I mean if they can see that we type exit and show us this message, why could they not just start the exiting when we type exit?

[–] [email protected] 19 points 1 year ago (1 children)

Because exit might be a variable you use to determine if you should exit. exit() is a function that actually does the exiting.

It’s the difference between pointing at a jogger and saying “run” and actually running after them.

[–] [email protected] 17 points 1 year ago (2 children)

If you have a variable called exit you've overwritten the function in that scope, and won't be able to execute it.

e.g.

>>> exit=1
>>> exit()
Traceback (most recent call last):
  File "", line 1, in 
TypeError: 'int' object is not callable
>>>
[–] [email protected] 17 points 1 year ago

Reminds me of setting pi = 3 in my friends matlab subroutines in school.

[–] [email protected] 5 points 1 year ago

wow it does do that. cool

[–] [email protected] 14 points 1 year ago (1 children)

Guessing at what the programmer wants instead of implementing consistent behaviour is what Javascript does. Do you want Python to become Javascript?

[–] [email protected] 5 points 1 year ago (2 children)

Just once I want '1' + '2' to equal '3'. Is that so much to ask?

[–] [email protected] 7 points 1 year ago (1 children)

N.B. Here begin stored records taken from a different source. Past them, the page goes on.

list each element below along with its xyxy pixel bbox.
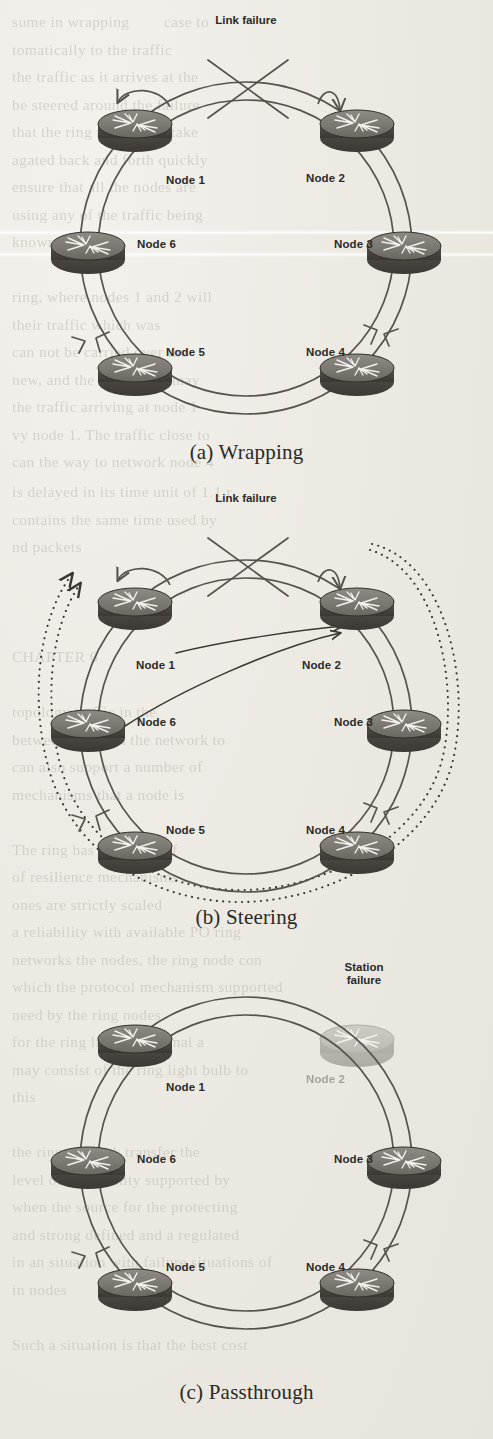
node-6-router-icon bbox=[51, 710, 125, 752]
node-1-router-icon bbox=[98, 1025, 172, 1067]
panel-steering-svg bbox=[0, 478, 493, 933]
node-label-4-a: Node 4 bbox=[306, 346, 345, 358]
caption-panel-b: (b) Steering bbox=[0, 905, 493, 930]
panel-steering: Link failure Node 1 Node 2 Node 6 Node 3… bbox=[0, 478, 493, 933]
node-2-router-icon bbox=[320, 588, 394, 630]
node-6-router-icon bbox=[51, 1147, 125, 1189]
node-label-1-a: Node 1 bbox=[166, 174, 205, 186]
node-2-router-icon-failed bbox=[320, 1025, 394, 1067]
node-5-router-icon bbox=[98, 354, 172, 396]
node-label-3-c: Node 3 bbox=[334, 1153, 373, 1165]
node-label-5-a: Node 5 bbox=[166, 346, 205, 358]
node-5-router-icon bbox=[98, 1269, 172, 1311]
panel-wrapping-svg bbox=[0, 0, 493, 470]
node-label-6-a: Node 6 bbox=[137, 238, 176, 250]
ringlet-direction-arrows bbox=[72, 325, 398, 353]
caption-panel-a: (a) Wrapping bbox=[0, 440, 493, 465]
link-failure-label-a: Link failure bbox=[183, 14, 309, 27]
node-label-2-a: Node 2 bbox=[306, 172, 345, 184]
node-4-router-icon bbox=[320, 832, 394, 874]
link-failure-cross bbox=[208, 538, 288, 596]
node-6-router-icon bbox=[51, 232, 125, 274]
node-3-router-icon bbox=[367, 1147, 441, 1189]
panel-wrapping: Link failure Node 1 Node 2 Node 6 Node 3… bbox=[0, 0, 493, 470]
node-label-6-c: Node 6 bbox=[137, 1153, 176, 1165]
node-label-4-c: Node 4 bbox=[306, 1261, 345, 1273]
panel-passthrough: Station failure Node 1 Node 2 Node 6 Nod… bbox=[0, 955, 493, 1439]
ringlet-direction-arrows bbox=[72, 1240, 398, 1268]
node-label-5-b: Node 5 bbox=[166, 824, 205, 836]
node-label-2-b: Node 2 bbox=[302, 659, 341, 671]
ringlet-direction-arrows bbox=[72, 803, 398, 831]
node-label-6-b: Node 6 bbox=[137, 716, 176, 728]
node-1-router-icon bbox=[98, 110, 172, 152]
node-3-router-icon bbox=[367, 232, 441, 274]
node-4-router-icon bbox=[320, 1269, 394, 1311]
steered-chord-arrows bbox=[122, 626, 342, 728]
node-5-router-icon bbox=[98, 832, 172, 874]
node-label-4-b: Node 4 bbox=[306, 824, 345, 836]
node-label-3-a: Node 3 bbox=[334, 238, 373, 250]
node-label-5-c: Node 5 bbox=[166, 1261, 205, 1273]
panel-passthrough-svg bbox=[0, 955, 493, 1439]
node-label-3-b: Node 3 bbox=[334, 716, 373, 728]
node-label-2-c: Node 2 bbox=[306, 1073, 345, 1085]
link-failure-label-b: Link failure bbox=[183, 492, 309, 505]
node-3-router-icon bbox=[367, 710, 441, 752]
node-4-router-icon bbox=[320, 354, 394, 396]
node-1-router-icon bbox=[98, 588, 172, 630]
caption-panel-c: (c) Passthrough bbox=[0, 1380, 493, 1405]
link-failure-cross bbox=[208, 60, 288, 118]
station-failure-label-c: Station failure bbox=[318, 961, 410, 987]
node-label-1-c: Node 1 bbox=[166, 1081, 205, 1093]
node-2-router-icon bbox=[320, 110, 394, 152]
node-label-1-b: Node 1 bbox=[136, 659, 175, 671]
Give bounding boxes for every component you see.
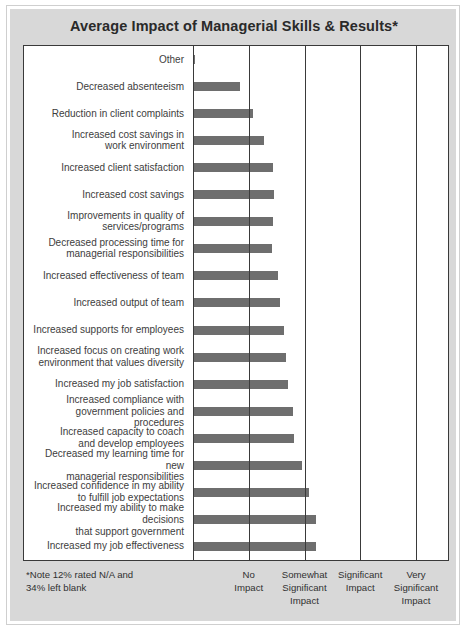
bar-row-label: Increased focus on creating workenvironm… xyxy=(24,346,189,369)
bar-row: Reduction in client complaints xyxy=(24,100,448,127)
bar-row: Increased compliance withgovernment poli… xyxy=(24,398,448,425)
bar-row-label: Increased capacity to coachand develop e… xyxy=(24,427,189,450)
bar xyxy=(193,515,316,524)
bar-row: Increased cost savings inwork environmen… xyxy=(24,127,448,154)
plot-area: OtherDecreased absenteeismReduction in c… xyxy=(23,45,449,561)
bar xyxy=(193,190,274,199)
bar xyxy=(193,163,273,172)
axis-tick-label-4: VerySignificantImpact xyxy=(373,568,459,607)
bar-row-label: Increased client satisfaction xyxy=(24,162,189,174)
bar-row: Increased client satisfaction xyxy=(24,154,448,181)
bar-row-label: Increased my ability to make decisionsth… xyxy=(24,502,189,537)
bar xyxy=(193,326,284,335)
chart-footer: *Note 12% rated N/A and34% left blank No… xyxy=(23,566,455,624)
bar-row: Increased supports for employees xyxy=(24,317,448,344)
chart-title: Average Impact of Managerial Skills & Re… xyxy=(17,18,451,34)
bar-row-label: Decreased absenteeism xyxy=(24,81,189,93)
bar-row: Increased my job effectiveness xyxy=(24,533,448,560)
bar-row-label: Increased compliance withgovernment poli… xyxy=(24,394,189,429)
bar xyxy=(193,542,316,551)
bar-row-label: Increased supports for employees xyxy=(24,324,189,336)
bar-row: Decreased absenteeism xyxy=(24,73,448,100)
bar xyxy=(193,244,272,253)
bar xyxy=(193,82,240,91)
bar-rows: OtherDecreased absenteeismReduction in c… xyxy=(24,46,448,560)
bar xyxy=(193,136,264,145)
bar-row-label: Decreased processing time formanagerial … xyxy=(24,237,189,260)
chart-footnote: *Note 12% rated N/A and34% left blank xyxy=(26,568,186,594)
bar-row: Increased my ability to make decisionsth… xyxy=(24,506,448,533)
bar xyxy=(193,271,278,280)
bar-row: Increased effectiveness of team xyxy=(24,262,448,289)
bar-row-label: Increased output of team xyxy=(24,297,189,309)
bar-row-label: Increased cost savings inwork environmen… xyxy=(24,129,189,152)
bar xyxy=(193,298,280,307)
bar-row-label: Increased my job satisfaction xyxy=(24,378,189,390)
bar xyxy=(193,380,288,389)
bar xyxy=(193,461,302,470)
bar-row: Other xyxy=(24,46,448,73)
bar-row-label: Increased my job effectiveness xyxy=(24,541,189,553)
bar-row-label: Reduction in client complaints xyxy=(24,108,189,120)
bar-row: Decreased processing time formanagerial … xyxy=(24,235,448,262)
bar-row: Increased focus on creating workenvironm… xyxy=(24,344,448,371)
bar-row-label: Increased confidence in my abilityto ful… xyxy=(24,481,189,504)
bar xyxy=(193,407,293,416)
chart-card: Average Impact of Managerial Skills & Re… xyxy=(6,5,460,625)
bar-row-label: Increased cost savings xyxy=(24,189,189,201)
bar xyxy=(193,109,253,118)
bar-row: Decreased my learning time for newmanage… xyxy=(24,452,448,479)
bar-row-label: Decreased my learning time for newmanage… xyxy=(24,448,189,483)
bar-row-label: Increased effectiveness of team xyxy=(24,270,189,282)
bar-row-label: Improvements in quality ofservices/progr… xyxy=(24,210,189,233)
bar xyxy=(193,55,195,64)
bar-row-label: Other xyxy=(24,54,189,66)
bar xyxy=(193,434,294,443)
bar xyxy=(193,488,309,497)
bar xyxy=(193,217,273,226)
bar-row: Improvements in quality ofservices/progr… xyxy=(24,208,448,235)
bar xyxy=(193,353,286,362)
bar-row: Increased cost savings xyxy=(24,181,448,208)
bar-row: Increased output of team xyxy=(24,289,448,316)
chart-page: Average Impact of Managerial Skills & Re… xyxy=(0,0,466,631)
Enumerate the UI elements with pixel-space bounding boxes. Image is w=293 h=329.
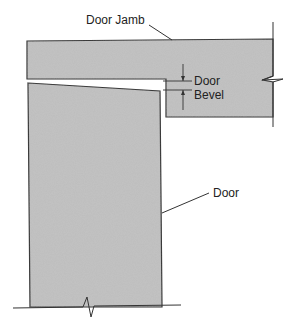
door-bevel-label-line1: Door: [194, 75, 220, 87]
door-bevel-diagram: [0, 0, 293, 329]
door-bevel-label-line2: Bevel: [194, 89, 224, 101]
door-label: Door: [213, 187, 239, 199]
door-jamb-label: Door Jamb: [86, 14, 145, 26]
door-panel: [28, 83, 162, 307]
door-leader: [162, 193, 209, 213]
door-jamb-leader: [149, 25, 172, 40]
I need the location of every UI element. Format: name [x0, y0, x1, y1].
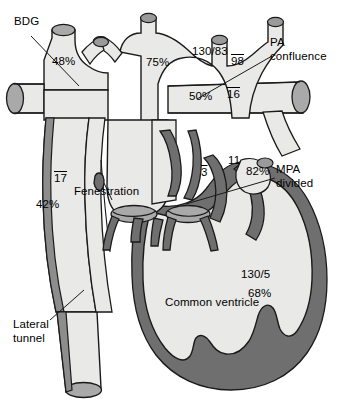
value-svc-saturation: 48% [52, 55, 75, 69]
label-pa-confluence: PA confluence [270, 36, 327, 64]
value-aortic-mean-pressure: 98 [231, 55, 244, 69]
value-tunnel-saturation: 42% [36, 198, 59, 212]
common-ventricle-cavity [143, 176, 312, 360]
left-pulmonary-artery-limb [263, 111, 300, 156]
value-pa-mean-pressure: 16 [227, 88, 240, 102]
value-pulmonary-vein-saturation: 82% [246, 165, 269, 179]
label-fenestration: Fenestration [74, 185, 139, 199]
value-innominate-saturation: 75% [146, 56, 169, 70]
lateral-tunnel-ivc-conduit [57, 312, 102, 398]
innominate-vein-stump [7, 84, 45, 114]
value-atrial-pressure: 11 [228, 154, 240, 168]
value-ventricular-pressure: 130/5 [241, 268, 270, 282]
value-tunnel-mean-pressure: 17 [54, 172, 67, 186]
label-common-ventricle: Common ventricle [165, 296, 259, 310]
cardiac-diagram-figure: .lum { fill:#e9e9e7; stroke:#1a1a1a; str… [0, 0, 342, 415]
label-mpa-divided: MPA divided [276, 163, 313, 191]
value-pa-saturation: 50% [189, 90, 212, 104]
label-bdg: BDG [14, 15, 39, 29]
label-lateral-tunnel: Lateral tunnel [13, 318, 49, 346]
value-aortic-pressure: 130/83 [192, 45, 228, 59]
value-atrial-mean-pressure: 3 [201, 166, 208, 180]
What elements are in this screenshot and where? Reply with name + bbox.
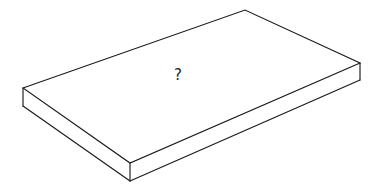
diagram-canvas: ? <box>0 0 378 191</box>
question-mark-annotation: ? <box>174 68 182 83</box>
slab-figure <box>0 0 378 191</box>
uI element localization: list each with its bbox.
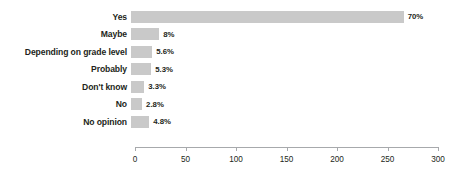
bar-track: 70% — [131, 8, 460, 26]
bar-value-probably: 5.3% — [155, 65, 173, 74]
x-axis: 050100150200250300 — [135, 147, 438, 148]
x-axis-tick-label: 100 — [229, 155, 243, 164]
bar-probably[interactable] — [131, 63, 151, 75]
bar-chart: Yes 70% Maybe 8% Depending on grade leve… — [0, 0, 460, 178]
bar-track: 5.6% — [131, 43, 460, 61]
chart-row: Depending on grade level 5.6% — [0, 43, 460, 61]
category-label-maybe: Maybe — [0, 29, 131, 39]
bar-dont-know[interactable] — [131, 81, 144, 93]
bar-depending-on-grade-level[interactable] — [131, 46, 152, 58]
chart-plot-area: Yes 70% Maybe 8% Depending on grade leve… — [0, 8, 460, 131]
x-axis-tick — [135, 147, 136, 151]
category-label-probably: Probably — [0, 64, 131, 74]
bar-no-opinion[interactable] — [131, 116, 149, 128]
chart-row: Maybe 8% — [0, 26, 460, 44]
bar-track: 2.8% — [131, 96, 460, 114]
category-label-dont-know: Don't know — [0, 82, 131, 92]
x-axis-tick — [388, 147, 389, 151]
bar-value-depending-on-grade-level: 5.6% — [156, 47, 174, 56]
chart-row: Probably 5.3% — [0, 61, 460, 79]
bar-maybe[interactable] — [131, 28, 159, 40]
bar-yes[interactable] — [131, 11, 404, 23]
x-axis-tick-label: 200 — [330, 155, 344, 164]
bar-track: 3.3% — [131, 78, 460, 96]
category-label-yes: Yes — [0, 12, 131, 22]
category-label-no: No — [0, 99, 131, 109]
chart-row: No opinion 4.8% — [0, 113, 460, 131]
category-label-no-opinion: No opinion — [0, 117, 131, 127]
x-axis-tick-label: 0 — [133, 155, 138, 164]
x-axis-tick — [337, 147, 338, 151]
bar-no[interactable] — [131, 98, 142, 110]
x-axis-tick — [287, 147, 288, 151]
bar-value-no: 2.8% — [146, 100, 164, 109]
bar-track: 5.3% — [131, 61, 460, 79]
chart-row: Don't know 3.3% — [0, 78, 460, 96]
x-axis-tick-label: 250 — [381, 155, 395, 164]
bar-value-dont-know: 3.3% — [148, 82, 166, 91]
bar-track: 8% — [131, 26, 460, 44]
category-label-depending-on-grade-level: Depending on grade level — [0, 47, 131, 57]
chart-row: Yes 70% — [0, 8, 460, 26]
x-axis-tick — [186, 147, 187, 151]
x-axis-tick-label: 50 — [181, 155, 190, 164]
x-axis-tick — [438, 147, 439, 151]
x-axis-tick-label: 150 — [280, 155, 294, 164]
x-axis-tick-label: 300 — [431, 155, 445, 164]
bar-value-maybe: 8% — [163, 30, 174, 39]
bar-value-yes: 70% — [408, 12, 424, 21]
x-axis-tick — [236, 147, 237, 151]
bar-value-no-opinion: 4.8% — [153, 117, 171, 126]
chart-row: No 2.8% — [0, 96, 460, 114]
bar-track: 4.8% — [131, 113, 460, 131]
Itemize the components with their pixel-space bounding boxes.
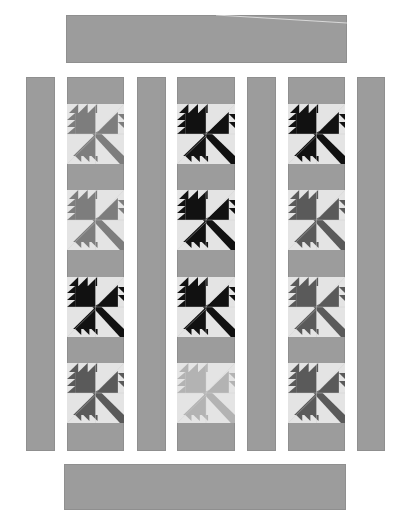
maple-leaf-block	[67, 363, 124, 423]
maple-leaf-block	[177, 363, 235, 423]
block-column-2	[177, 77, 235, 451]
maple-leaf-block	[177, 190, 235, 250]
block-column-3	[288, 77, 345, 451]
bottom-border	[64, 464, 346, 510]
maple-leaf-block	[288, 190, 345, 250]
sashing-strip-1	[26, 77, 55, 451]
top-border	[66, 15, 347, 63]
maple-leaf-block	[288, 277, 345, 337]
maple-leaf-block	[67, 190, 124, 250]
sashing-strip-3	[247, 77, 276, 451]
maple-leaf-block	[67, 277, 124, 337]
maple-leaf-block	[288, 363, 345, 423]
maple-leaf-block	[288, 104, 345, 164]
maple-leaf-block	[67, 104, 124, 164]
maple-leaf-block	[177, 104, 235, 164]
block-column-1	[67, 77, 124, 451]
maple-leaf-block	[177, 277, 235, 337]
sashing-strip-2	[137, 77, 166, 451]
sashing-strip-4	[357, 77, 385, 451]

You want to remove the string concatenation operator? Cause that'll do it

[–] [email protected] 9 points 1 year ago (1 children)

I think every language needs a please operator, which acts to enforce human expectation of a statement:

'1'  + '1'            ## evaluates to '11'
please '1' + '1' ## evaluates to '2'
[–] [email protected] 4 points 1 year ago

I kinda like that

[–] [email protected] 5 points 1 year ago

Yes. Yes it is.

[–] [email protected] 7 points 1 year ago* (last edited 1 year ago)

This is the code (Github link):

class Quitter(object):
    def __init__(self, name, eof):
        self.name = name
        self.eof = eof
    def __repr__(self):
        return 'Use %s() or %s to exit' % (self.name, self.eof)
    def __call__(self, code=None):
        # Shells like IDLE catch the SystemExit, but listen when their
        # stdin wrapper is closed.
        try:
            sys.stdin.close()
        except:
            pass
        raise SystemExit(code)

What happens is that the python repl calls __repr__ automatically on each variable/statement that you type into the repl (except assignments e.g. x = 1). But this basically only happens in the repl. So "executing" only exit wouldn't work in a python script as it is not calling __repr__ automatically, so better you learn how to do it right than using just exit in your python scripts and scratching your head why it works in the repl but not in your code.